Edward Curtis (1868-1952) was a complicated, passionate, self-educated pioneer and visionary artist who rose from poverty and obscurity to become the most famous photographer of his time. Between 1900 and 1930 he traveled from Mexico to the Arctic, from the Rockies to the Pacific, photographing and recording more than eighty different tribes. He became friends with Teddy Roosevelt, got funding from J. P. Morgan, and set out in 1900 to photograph traditional Indian ways that he thought were vanishing. Curtis abandoned his career as a successful portrait photographer, and sacrificed his health, his marriage, and all of his assets to create an astonishing body of work: 10,000 recordings, 40,000 photographs, twenty volumes of text, a full-length motion picture with Kwakiutl people in 1914, and several books of Indian stories. Curtis had grown up on a poor hardscrabble farm in Minnesota. As a boy, he developed a passionate interest in photography. He built himself a camera at the age of twelve with a lens his father had brought back from the Civil War. At nineteen he moved West with his family to homestead on Puget Sound. When his father died a year later (1888), he moved across the Sound to Seattle, and within ten years, he had become the most sought-after photographer in the city. Ten years after that, he was the most famous photographer in the country, and had set himself the goal of photographing and recording information about every tribe in the American West still practicing traditional ways. Officials at the Smithsonian Institution in Washington told Curtis that his goal was impossible, that it would take fifty men fifty years to accomplish it.

Why did Curtis set this impossible goal, and what drove him to keep going for thirty years? He believed that this was the moment when traditional Indian life could still be captured for posterity. He felt a sense of urgency to complete his work before it was too late. He wrote that every time an elder dies, irreplaceable knowledge is lost. He was determined to go out and find those elders, to talk to them and record information about their cultures before it was too late. His sincere interest won the trust of many important people on reservations at a time when they had little reason to trust any white man.

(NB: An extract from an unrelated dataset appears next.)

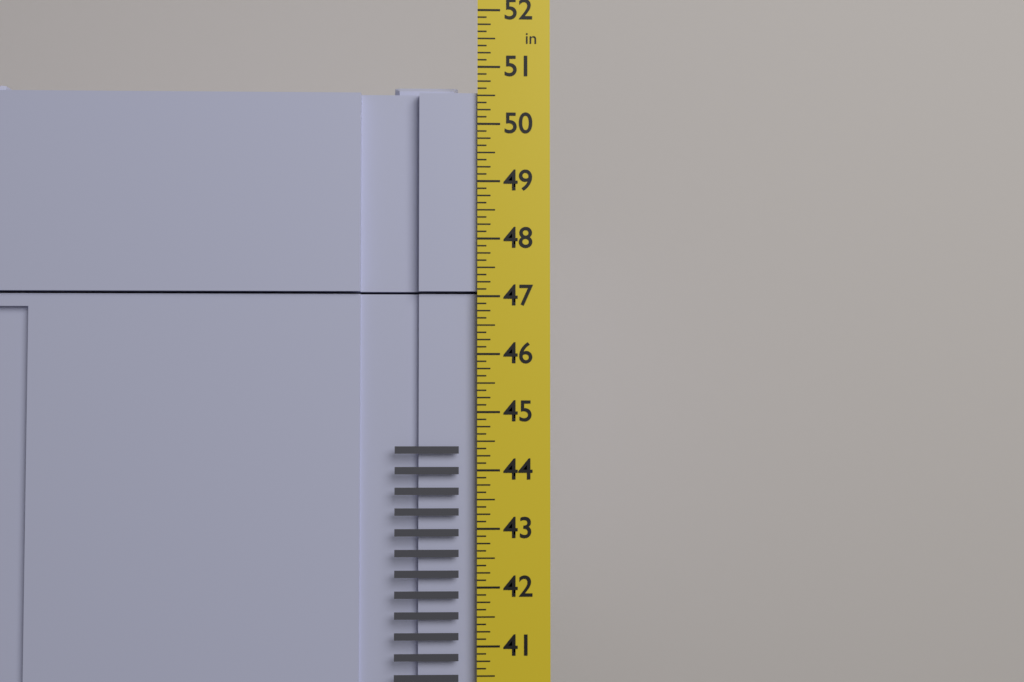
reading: 50.750 in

Curtis was a man of many contradictions. He was deeply interested in the religious rituals of every tribe he met, yet he sometimes manipulated people into giving him information they did not want to reveal. He wanted to make a scientific record, yet sometimes he invented or elaborated on customs with dubious accuracy. The most powerful and transforming moments for him were watching the Blackfeet Sundance in 1900, and being initiated into the Hopi Snake Society in 1906; yet he sometimes referred to Indian religious beliefs as superstition. While he saw the beauty of Indian life in their traditions, he believed that their only hope of survival was to leave those traditions behind and assimilate into mainstream American life. Curtis sacrificed his finances, his marriage, his homelife, his time with his children, and eventually his studio and his home to complete his giant opus, THE NORTH AMERICAN INDIAN. Did the legacy he left behind justify these sacrifices?